Anti-Israel Congressional Candidate Michael Blake Has Deep Ties to Defense Contractor, Despite Campaign Rhetoric
Former New York State Assemblyman Michael Blake is running for US Congress in the Democratic primary in New York’s 15th Congressional District. Photo: Screenshot
Although Democratic congressional candidate Michael Blake has made opposition to US military spending and Israel’s war in Gaza a centerpiece of his insurgent left-wing campaign to unseat incumbent US Rep. Ritchie Torres in New York, newly surfaced documents reveal that Blake maintains deep ties to defense contractors.
Financial disclosures and employment records examined by New York Focus are complicating Blake’s message in the Democratic primary for New York’s 15th Congressional District, raising questions about whether his own professional history undercuts the left-wing, anti-militarism platform on which he is campaigning. The documents show that Blake himself has maintained a longstanding professional relationship with a defense contractor that has received millions of dollars in federal contracts, including from the US Department of Defense.
According to financial disclosure forms and public records reviewed by the New York outlet, Blake began working in 2018 as a vice president at Eccalon, a Maryland-based defense firm that provides services to federal agencies, including the Pentagon. Public filings show that Eccalon secured millions in Pentagon contracts. Ethics filings list Blake’s compensation in ranges that in later years reached the $100,000 to $250,000 range. Blake’s Linkedin Page indicates that he started working at the firm in 2018 as a “senior advisor” and continues his employment with the firm to this day.
Blake, a former New York Assemblymember and past Democratic National Committee vice chair, has accused Torres of profiting from investments in major aerospace and defense firms that receive Pentagon contracts. His campaign has sought to link those holdings to Torres’s staunch support for Israel and robust US military assistance, positions that have drawn fierce criticism from progressive activists.
In a campaign launch video, Blake took aim at Torres’s alleged connections with weapons manufacturers.
“Ritchie Torres invested in weapon makers,” a narrator said in the campaign video. “He profited from it.”
“I will invest in the community. Ritchie invests in Bombs,” Blake wrote on social media.
The issue is especially salient as Blake courts voters aligned with the Democratic Party’s left flank, many of whom are mobilized around opposition to Israel’s military campaign in Gaza and broader skepticism of the US defense industry. Blake has embraced that rhetoric on the campaign trail, casting himself as part of a new generation willing to challenge the foreign policy consensus in the federal government.
Torres, for his part, has defended his positions as consistent with his long-standing support for Israel’s security and US strategic alliances, while noting that his financial disclosures comply fully with congressional ethics rules.
The clash underscores a broader tension within the Democratic Party, where candidates increasingly run against defense spending and US support for Israel.
The congressional district, one of the poorest in the nation, has a child poverty rate of 37 percent, according to the US Census Bureau, the highest in the country and a figure Blake has cited to argue for redirecting attention to the needs of working families.
Blake’s attacks have prompted backlash of their own. As reported by the New York Post, the challenger appears to have deleted years of social-media posts praising Israel and AIPAC, the influential pro-Israel lobbying group he once openly supported. Between 2014 and 2017, Blake attended AIPAC events and heaped praise on the Jewish state. Blake subsequently deleted photos of himself at AIPAC events after receiving criticism.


Quote the whole listing word for word. Do not include the pictures.

· · · · · · ·

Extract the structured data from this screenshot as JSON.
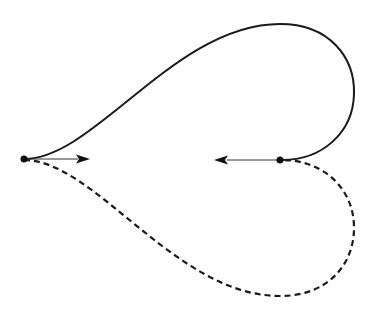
{
  "diagram": {
    "type": "closed-curve-with-tangent-vectors",
    "colors": {
      "stroke": "#1a1a1a",
      "background": "#ffffff"
    },
    "endpoints": [
      {
        "name": "start-point",
        "x": 24,
        "y": 159
      },
      {
        "name": "end-point",
        "x": 280,
        "y": 160
      }
    ],
    "curves": [
      {
        "name": "upper-curve",
        "style": "solid",
        "path": "M24,159 C95,159 175,24 280,24 C330,24 355,58 354,94 C353,133 322,160 282,160"
      },
      {
        "name": "lower-curve",
        "style": "dashed",
        "path": "M24,160 C95,160 175,296 280,296 C330,296 355,262 354,226 C353,187 322,160 282,160"
      }
    ],
    "tangent_vectors": [
      {
        "name": "start-tangent",
        "from": [
          24,
          159
        ],
        "to": [
          90,
          159
        ],
        "direction": "right"
      },
      {
        "name": "end-tangent",
        "from": [
          280,
          160
        ],
        "to": [
          215,
          160
        ],
        "direction": "left"
      }
    ]
  }
}
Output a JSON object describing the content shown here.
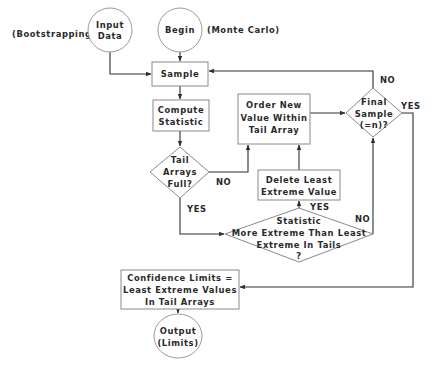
{
  "diagram": {
    "type": "flowchart",
    "annotations": {
      "bootstrapping": "(Bootstrapping)",
      "monte_carlo": "(Monte Carlo)"
    },
    "nodes": {
      "input_data": {
        "shape": "circle",
        "lines": [
          "Input",
          "Data"
        ]
      },
      "begin": {
        "shape": "circle",
        "lines": [
          "Begin"
        ]
      },
      "sample": {
        "shape": "rectangle",
        "lines": [
          "Sample"
        ]
      },
      "compute_statistic": {
        "shape": "rectangle",
        "lines": [
          "Compute",
          "Statistic"
        ]
      },
      "tail_arrays_full": {
        "shape": "diamond",
        "lines": [
          "Tail",
          "Arrays",
          "Full?"
        ]
      },
      "order_new_value": {
        "shape": "rectangle",
        "lines": [
          "Order New",
          "Value Within",
          "Tail Array"
        ]
      },
      "final_sample": {
        "shape": "diamond",
        "lines": [
          "Final",
          "Sample",
          "(=n)?"
        ]
      },
      "delete_least_extreme": {
        "shape": "rectangle",
        "lines": [
          "Delete Least",
          "Extreme Value"
        ]
      },
      "statistic_more_extreme": {
        "shape": "diamond",
        "lines": [
          "Statistic",
          "More Extreme Than Least",
          "Extreme In Tails",
          "?"
        ]
      },
      "confidence_limits": {
        "shape": "rectangle",
        "lines": [
          "Confidence Limits =",
          "Least Extreme Values",
          "In Tail Arrays"
        ]
      },
      "output": {
        "shape": "circle",
        "lines": [
          "Output",
          "(Limits)"
        ]
      }
    },
    "edge_labels": {
      "tail_full_no": "NO",
      "tail_full_yes": "YES",
      "final_no": "NO",
      "final_yes": "YES",
      "more_extreme_yes": "YES",
      "more_extreme_no": "NO"
    },
    "edges": [
      {
        "from": "input_data",
        "to": "sample",
        "label": ""
      },
      {
        "from": "begin",
        "to": "sample",
        "label": ""
      },
      {
        "from": "sample",
        "to": "compute_statistic",
        "label": ""
      },
      {
        "from": "compute_statistic",
        "to": "tail_arrays_full",
        "label": ""
      },
      {
        "from": "tail_arrays_full",
        "to": "order_new_value",
        "label": "NO"
      },
      {
        "from": "tail_arrays_full",
        "to": "statistic_more_extreme",
        "label": "YES"
      },
      {
        "from": "statistic_more_extreme",
        "to": "delete_least_extreme",
        "label": "YES"
      },
      {
        "from": "statistic_more_extreme",
        "to": "final_sample",
        "label": "NO"
      },
      {
        "from": "delete_least_extreme",
        "to": "order_new_value",
        "label": ""
      },
      {
        "from": "order_new_value",
        "to": "final_sample",
        "label": ""
      },
      {
        "from": "final_sample",
        "to": "sample",
        "label": "NO"
      },
      {
        "from": "final_sample",
        "to": "confidence_limits",
        "label": "YES"
      },
      {
        "from": "confidence_limits",
        "to": "output",
        "label": ""
      }
    ]
  }
}
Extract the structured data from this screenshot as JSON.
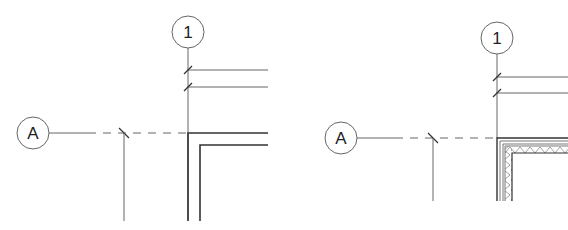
{
  "diagram": {
    "type": "architectural-plan-detail",
    "colors": {
      "line": "#555555",
      "heavy": "#333333",
      "hatch": "#777777",
      "background": "#ffffff"
    },
    "panels": [
      {
        "name": "left",
        "grid_bubbles": [
          {
            "label": "1",
            "cx": 188,
            "cy": 32,
            "r": 16
          },
          {
            "label": "A",
            "cx": 33,
            "cy": 133,
            "r": 16
          }
        ],
        "wall_style": "plain-double-line"
      },
      {
        "name": "right",
        "grid_bubbles": [
          {
            "label": "1",
            "cx": 497,
            "cy": 38,
            "r": 16
          },
          {
            "label": "A",
            "cx": 341,
            "cy": 138,
            "r": 16
          }
        ],
        "wall_style": "hatched-insulation"
      }
    ]
  }
}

· · · · · · ·

**RESULT FOR THIS EXERCISE**
Extract the structured data from this screenshot as JSON.
{
  "diagram": {
    "type": "closed-curve-with-tangent-vectors",
    "colors": {
      "stroke": "#1a1a1a",
      "background": "#ffffff"
    },
    "endpoints": [
      {
        "name": "start-point",
        "x": 24,
        "y": 159
      },
      {
        "name": "end-point",
        "x": 280,
        "y": 160
      }
    ],
    "curves": [
      {
        "name": "upper-curve",
        "style": "solid",
        "path": "M24,159 C95,159 175,24 280,24 C330,24 355,58 354,94 C353,133 322,160 282,160"
      },
      {
        "name": "lower-curve",
        "style": "dashed",
        "path": "M24,160 C95,160 175,296 280,296 C330,296 355,262 354,226 C353,187 322,160 282,160"
      }
    ],
    "tangent_vectors": [
      {
        "name": "start-tangent",
        "from": [
          24,
          159
        ],
        "to": [
          90,
          159
        ],
        "direction": "right"
      },
      {
        "name": "end-tangent",
        "from": [
          280,
          160
        ],
        "to": [
          215,
          160
        ],
        "direction": "left"
      }
    ]
  }
}
Output a JSON object describing the content shown here.
{
  "diagram": {
    "type": "flowchart",
    "annotations": {
      "bootstrapping": "(Bootstrapping)",
      "monte_carlo": "(Monte Carlo)"
    },
    "nodes": {
      "input_data": {
        "shape": "circle",
        "lines": [
          "Input",
          "Data"
        ]
      },
      "begin": {
        "shape": "circle",
        "lines": [
          "Begin"
        ]
      },
      "sample": {
        "shape": "rectangle",
        "lines": [
          "Sample"
        ]
      },
      "compute_statistic": {
        "shape": "rectangle",
        "lines": [
          "Compute",
          "Statistic"
        ]
      },
      "tail_arrays_full": {
        "shape": "diamond",
        "lines": [
          "Tail",
          "Arrays",
          "Full?"
        ]
      },
      "order_new_value": {
        "shape": "rectangle",
        "lines": [
          "Order New",
          "Value Within",
          "Tail Array"
        ]
      },
      "final_sample": {
        "shape": "diamond",
        "lines": [
          "Final",
          "Sample",
          "(=n)?"
        ]
      },
      "delete_least_extreme": {
        "shape": "rectangle",
        "lines": [
          "Delete Least",
          "Extreme Value"
        ]
      },
      "statistic_more_extreme": {
        "shape": "diamond",
        "lines": [
          "Statistic",
          "More Extreme Than Least",
          "Extreme In Tails",
          "?"
        ]
      },
      "confidence_limits": {
        "shape": "rectangle",
        "lines": [
          "Confidence Limits =",
          "Least Extreme Values",
          "In Tail Arrays"
        ]
      },
      "output": {
        "shape": "circle",
        "lines": [
          "Output",
          "(Limits)"
        ]
      }
    },
    "edge_labels": {
      "tail_full_no": "NO",
      "tail_full_yes": "YES",
      "final_no": "NO",
      "final_yes": "YES",
      "more_extreme_yes": "YES",
      "more_extreme_no": "NO"
    },
    "edges": [
      {
        "from": "input_data",
        "to": "sample",
        "label": ""
      },
      {
        "from": "begin",
        "to": "sample",
        "label": ""
      },
      {
        "from": "sample",
        "to": "compute_statistic",
        "label": ""
      },
      {
        "from": "compute_statistic",
        "to": "tail_arrays_full",
        "label": ""
      },
      {
        "from": "tail_arrays_full",
        "to": "order_new_value",
        "label": "NO"
      },
      {
        "from": "tail_arrays_full",
        "to": "statistic_more_extreme",
        "label": "YES"
      },
      {
        "from": "statistic_more_extreme",
        "to": "delete_least_extreme",
        "label": "YES"
      },
      {
        "from": "statistic_more_extreme",
        "to": "final_sample",
        "label": "NO"
      },
      {
        "from": "delete_least_extreme",
        "to": "order_new_value",
        "label": ""
      },
      {
        "from": "order_new_value",
        "to": "final_sample",
        "label": ""
      },
      {
        "from": "final_sample",
        "to": "sample",
        "label": "NO"
      },
      {
        "from": "final_sample",
        "to": "confidence_limits",
        "label": "YES"
      },
      {
        "from": "confidence_limits",
        "to": "output",
        "label": ""
      }
    ]
  }
}
Extract the structured data from this screenshot as JSON.
{
  "diagram": {
    "type": "architectural-plan-detail",
    "colors": {
      "line": "#555555",
      "heavy": "#333333",
      "hatch": "#777777",
      "background": "#ffffff"
    },
    "panels": [
      {
        "name": "left",
        "grid_bubbles": [
          {
            "label": "1",
            "cx": 188,
            "cy": 32,
            "r": 16
          },
          {
            "label": "A",
            "cx": 33,
            "cy": 133,
            "r": 16
          }
        ],
        "wall_style": "plain-double-line"
      },
      {
        "name": "right",
        "grid_bubbles": [
          {
            "label": "1",
            "cx": 497,
            "cy": 38,
            "r": 16
          },
          {
            "label": "A",
            "cx": 341,
            "cy": 138,
            "r": 16
          }
        ],
        "wall_style": "hatched-insulation"
      }
    ]
  }
}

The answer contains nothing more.